I don’t know Anna Winger at all, but I feel like I spent all of 2020 hearing about how incredible her series Unorthodox is. So when her publicist reached out to ask if Anna could contribute to the 6 Questions series we do here, I was glad to oblige. This isn’t a paid post! Anna’s responses are really practical and helpful!
Anna’s new series is Transatlantic. It premieres today on Netflix. It sounds like exactly the kind of show that I could never sell: “It's the greatest story never told about Varian Fry and the Emergency Rescue Committee who saved over 2000 people—mainly surrealist artists, writers and thinkers such as Marc Chagall and Hannah Arendt—from Nazi-occupied France.”
If anyone watches the show and enjoys it, please let me know, and maybe we can get Anna on the podcast! Meantime, she doles out genuinely great advice below.
6 Questions with Anna Winger
1. What you working on right now?
It is a luxury to have the time to write again after delivering Transatlantic. One new project takes place in Mexico, where I lived as a teenager and in my 20s. Two projects are in the UK, one set in the contemporary countryside and another in London in the early 1980s. So I am also doing a lot of reading and research.
2. What challenges are you facing specific to your current writing project?
Because I come to writing as a visual artist (I was a photographer for many years), seeing the story comes first for me, understanding the look and feel. Whether it’s historical or contemporary, I spend a lot of time looking at photographs and listening to music to build the world in my imagination.
3. What advice about the business of TV/film writing can you give to someone starting out now?
Don’t try to gauge the market. Find a story you see clearly, then be specific and go deep. It takes a long time to make a film or TV series so you need to be passionately interested in the material and ready to fight for it.
4. What advice about the craft of writing can you give to someone starting out?
I think it’s useful to write almost anything you can write professionally, especially on assignment. You really learn how to do this work by doing it and part of that is exposing yourself to outside criticism. Notes can be really, really useful—even if you don’t agree with them!
5. What do you respond to most in a piece of writing?
Character, emotion, specificity, language. I love to be immersed in a complete world.
6. What are you watching/reading/listening to lately that’s getting you excited or inspired?
My husband [producer Joerg Winger] and I are catching up now on a lot of what we missed while we were both in production last year. Recent docs like Laura Poitras’ All The Beauty and the Bloodshed and the Ethan Hawke’s series about Joanne Woodward and Paul Newman on HBO.
I loved the novel The Netanyahus by Joshua Cohen. Also a new German film called Sonne und Beton (Sunshine and Concrete). We try to go to the movie theater once a week, here in Berlin, where we live. I do not want to live in a world without movie theatres! Everything is better up on the big screen and in good company.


▸ **YOUR ASSIGNMENT**: Only lines containing the word "Millions" belong in the answer; copy each one from the records.
Top of AVAILABLE RECORDS
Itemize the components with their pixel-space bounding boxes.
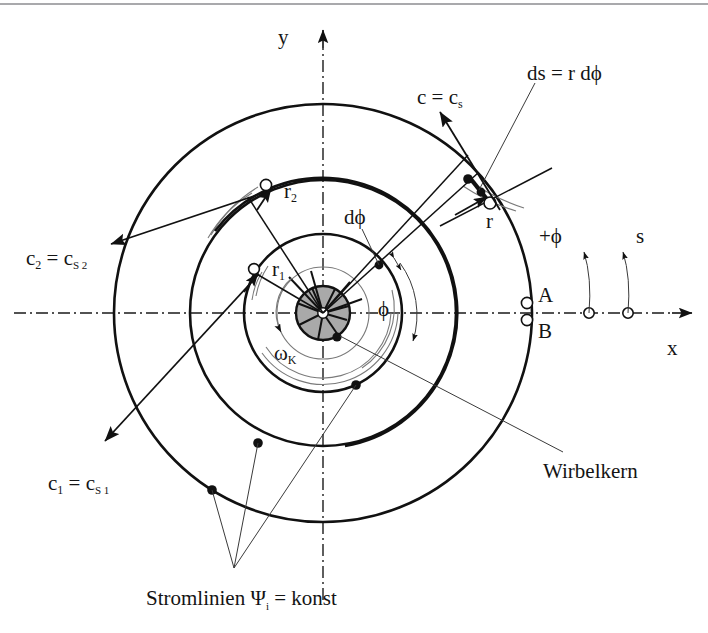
r2-endpoint-circle [260, 179, 271, 190]
c-velocity-label: c = cs [417, 85, 463, 111]
dphi-label: dϕ [344, 205, 366, 229]
figure-page: ωK [0, 0, 708, 633]
ds-leader-group [479, 83, 535, 190]
direction-indicator-group: +ϕ s [539, 224, 644, 318]
r-endpoint-circle [484, 197, 496, 209]
ds-equation-label: ds = r dϕ [527, 61, 602, 85]
ds-endpoint-dot-lower [477, 188, 486, 197]
wirbelkern-label: Wirbelkern [543, 459, 638, 483]
omega-k-label: ωK [274, 341, 297, 367]
r-vector-arrow [455, 197, 487, 215]
c-velocity-vector-group [440, 112, 500, 210]
core-edge-dot [332, 332, 341, 341]
caption-stromlinien: Stromlinien Ψi = konst [146, 586, 337, 612]
c1-label: c1 = cS 1 [48, 471, 109, 497]
ds-endpoint-dot-upper [463, 174, 473, 184]
text-label-group: y x ds = r dϕ c = cs r r2 r1 c2 = cS 2 c… [26, 25, 678, 612]
c2-label: c2 = cS 2 [26, 246, 87, 272]
c2-velocity-vector-group [111, 179, 272, 244]
ds-segment-group [440, 168, 552, 226]
c1-velocity-vector [105, 274, 259, 441]
vortex-diagram-canvas: ωK [0, 0, 708, 633]
point-b-marker [521, 314, 532, 325]
point-a-label: A [538, 283, 554, 307]
streamline-leader-inner [234, 385, 356, 568]
dphi-double-arrow [394, 258, 401, 270]
radius-ray-r2 [248, 197, 323, 313]
phi-label: ϕ [378, 297, 389, 321]
c2-velocity-vector [111, 190, 272, 244]
phi-direction-arrow [584, 252, 590, 313]
x-axis-label: x [667, 336, 678, 360]
point-a-marker [521, 297, 532, 308]
s-direction-arrow [623, 252, 629, 313]
r-label: r [486, 209, 493, 233]
ds-tangent-line [440, 168, 552, 226]
plus-phi-label: +ϕ [539, 224, 562, 248]
s-direction-label: s [636, 224, 644, 248]
ds-leader-line [479, 83, 535, 190]
r1-vector-arrow [244, 273, 258, 292]
r1-label: r1 [272, 257, 285, 283]
point-b-label: B [538, 319, 552, 343]
c-velocity-vector [440, 112, 500, 210]
phi-angle-group: ϕ [378, 263, 417, 341]
y-axis-label: y [278, 25, 289, 49]
r1-endpoint-circle [249, 264, 260, 275]
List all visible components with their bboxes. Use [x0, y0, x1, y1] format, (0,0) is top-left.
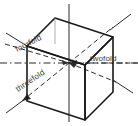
- symmetry-axes-figure: fourfold threefold twofold: [0, 0, 138, 126]
- label-twofold-text: twofold: [90, 54, 117, 63]
- label-threefold-text: threefold: [14, 68, 46, 94]
- axis-stub-bottom-right: [113, 80, 133, 93]
- cube-right-face: [85, 37, 113, 120]
- axis-diagonal-lower-right: [69, 63, 116, 82]
- cube-symmetry-diagram: fourfold threefold twofold: [0, 0, 138, 126]
- axis-diagonal-lower-right-line: [69, 63, 116, 82]
- label-threefold: threefold: [14, 68, 46, 94]
- axis-stub-bottom-left: [6, 99, 25, 113]
- label-twofold: twofold: [90, 54, 117, 63]
- axis-stub-top-right: [110, 14, 131, 30]
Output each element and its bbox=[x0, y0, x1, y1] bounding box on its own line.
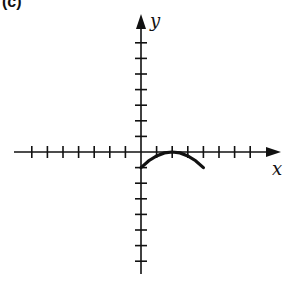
panel-label: (c) bbox=[2, 0, 22, 10]
x-axis-arrow-icon bbox=[266, 147, 281, 157]
y-axis-arrow-icon bbox=[136, 14, 146, 29]
axes bbox=[14, 22, 272, 274]
y-axis-label: y bbox=[149, 10, 161, 31]
x-axis-label: x bbox=[272, 158, 282, 179]
coordinate-plane: (c) x y bbox=[0, 0, 307, 282]
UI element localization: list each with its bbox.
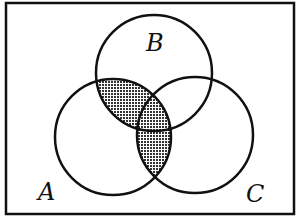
set-c-label: C: [246, 180, 264, 208]
set-a-label: A: [36, 178, 55, 206]
venn-diagram: A B C: [0, 0, 298, 220]
set-b-label: B: [145, 29, 164, 57]
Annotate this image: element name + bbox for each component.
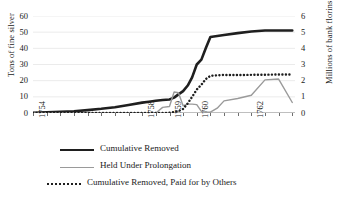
x-tick-mark: [74, 113, 75, 116]
x-tick-mark: [170, 113, 171, 116]
y-tick-label-right: 3: [301, 59, 317, 69]
x-tick-mark: [279, 113, 280, 116]
y-tick-label-right: 0: [301, 108, 317, 118]
y-tick-label-left: 40: [12, 43, 28, 53]
x-tick-mark: [265, 113, 266, 116]
y-tick-label-left: 20: [12, 75, 28, 85]
y-tick-label-left: 60: [12, 11, 28, 21]
legend-item-cumulative-removed: Cumulative Removed: [60, 143, 179, 153]
legend-item-cumulative-removed-paid-by-others: Cumulative Removed, Paid for by Others: [47, 177, 236, 187]
y-tick-label-right: 1: [301, 91, 317, 101]
x-tick-mark: [129, 113, 130, 116]
y-tick-label-left: 10: [12, 91, 28, 101]
chart-figure: Tons of fine silver Millions of bank flo…: [0, 0, 337, 199]
series-line-0: [33, 31, 292, 113]
x-tick-mark: [183, 113, 184, 116]
legend-swatch-dotted: [47, 183, 81, 185]
y-tick-label-right: 5: [301, 27, 317, 37]
x-tick-mark: [197, 113, 198, 116]
x-tick-mark: [60, 113, 61, 116]
y-axis-label-right: Millions of bank florins: [324, 10, 334, 84]
y-tick-label-left: 0: [12, 108, 28, 118]
legend-swatch-solid-black: [60, 149, 94, 151]
x-tick-mark: [88, 113, 89, 116]
x-tick-mark: [142, 113, 143, 116]
legend-item-held-under-prolongation: Held Under Prolongation: [60, 160, 191, 170]
y-tick-label-left: 50: [12, 27, 28, 37]
x-tick-mark: [224, 113, 225, 116]
x-tick-mark: [292, 113, 293, 116]
legend-swatch-solid-gray: [60, 167, 94, 168]
y-tick-label-left: 30: [12, 59, 28, 69]
x-tick-mark: [238, 113, 239, 116]
y-tick-label-right: 6: [301, 11, 317, 21]
legend-label: Cumulative Removed: [100, 143, 179, 153]
plot-svg: [33, 16, 295, 113]
plot-area: [33, 16, 295, 113]
x-tick-mark: [101, 113, 102, 116]
legend-label: Cumulative Removed, Paid for by Others: [87, 177, 236, 187]
y-tick-label-right: 2: [301, 75, 317, 85]
y-tick-label-right: 4: [301, 43, 317, 53]
series-line-1: [33, 79, 292, 113]
x-tick-mark: [251, 113, 252, 116]
x-tick-mark: [33, 113, 34, 116]
x-tick-mark: [115, 113, 116, 116]
x-tick-mark: [210, 113, 211, 116]
legend-label: Held Under Prolongation: [100, 160, 191, 170]
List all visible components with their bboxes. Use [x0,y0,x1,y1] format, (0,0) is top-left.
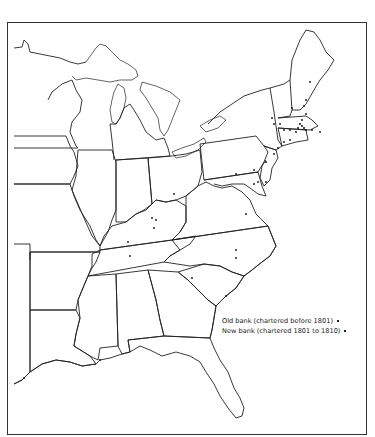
map-legend: Old bank (chartered before 1801) New ban… [222,316,346,336]
bank-marker [155,219,157,221]
bank-marker [127,241,129,243]
legend-label-old-bank: Old bank (chartered before 1801) [222,317,333,325]
bank-marker [235,249,237,251]
bank-marker [297,127,299,129]
bank-marker [303,105,305,107]
state-louisiana [30,310,96,372]
legend-item-old-bank: Old bank (chartered before 1801) [222,316,346,326]
bank-marker [309,81,311,83]
bank-marker [235,173,237,175]
bank-marker [271,117,273,119]
bank-marker [291,107,293,109]
state-new-york [208,88,282,150]
state-texas-oklahoma [14,244,30,384]
bank-marker [301,119,303,121]
bank-marker [289,129,291,131]
state-tennessee [88,236,196,276]
bank-marker [295,131,297,133]
state-connecticut-ri [278,128,308,146]
bank-marker [257,181,259,183]
state-wisconsin [14,80,82,148]
bank-marker [273,153,275,155]
state-south-carolina [178,264,244,306]
state-maryland-delaware [204,172,266,196]
legend-label-new-bank: New bank (chartered 1801 to 1810) [222,327,340,335]
state-ohio [148,150,202,204]
bank-marker [129,255,131,257]
bank-marker [99,359,101,361]
eastern-us-map [0,0,375,437]
state-florida [128,336,244,418]
state-alabama [116,270,164,354]
bank-marker [277,147,279,149]
bank-marker [253,183,255,185]
bank-marker [305,129,307,131]
state-missouri [14,184,100,260]
state-indiana [116,158,152,222]
state-new-jersey [260,146,278,186]
state-illinois [72,150,116,246]
lake-michigan [110,84,126,124]
state-arkansas [30,252,100,310]
bank-marker [301,125,303,127]
bank-marker [225,295,227,297]
bank-marker [279,123,281,125]
state-georgia [148,270,216,338]
bank-marker [173,193,175,195]
bank-marker [23,377,25,379]
bank-marker [191,277,193,279]
bank-marker [245,213,247,215]
state-iowa [14,136,78,184]
bank-marker [283,129,285,131]
gulf-coast [14,352,130,384]
legend-item-new-bank: New bank (chartered 1801 to 1810) [222,326,346,336]
bank-marker [235,257,237,259]
new-bank-marker-icon [344,330,346,332]
northern-border [14,40,86,64]
bank-marker [283,141,285,143]
bank-marker [265,161,267,163]
state-mississippi [74,274,118,360]
bank-marker [319,131,321,133]
state-maine [290,30,334,110]
bank-marker [273,123,275,125]
bank-marker [253,169,255,171]
bank-marker [303,127,305,129]
state-vermont-nh [270,80,292,118]
state-pennsylvania [200,136,268,180]
lake-huron [140,82,180,136]
bank-marker [299,123,301,125]
bank-marker [153,227,155,229]
bank-marker [289,139,291,141]
state-kentucky [100,200,186,250]
bank-marker [151,217,153,219]
bank-marker [305,99,307,101]
state-north-carolina [164,226,276,276]
old-bank-marker-icon [337,320,339,322]
bank-marker [311,129,313,131]
bank-marker [305,113,307,115]
bank-marker [265,181,267,183]
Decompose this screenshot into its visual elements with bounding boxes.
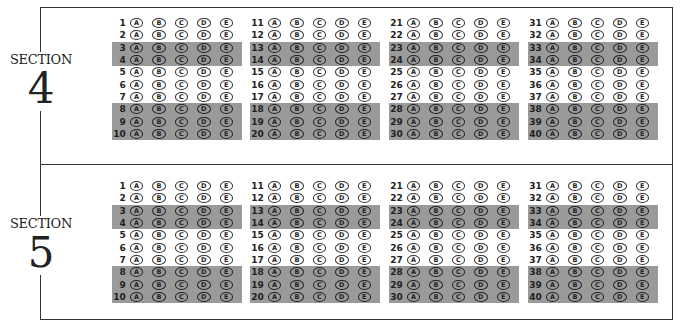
Bottom of AVAILABLE RECORDS
▸ **ANSWER SECTION**:
chart-figure: Tons of fine silver Millions of bank flo…: [0, 0, 337, 199]
y-axis-label-right: Millions of bank florins: [324, 10, 334, 84]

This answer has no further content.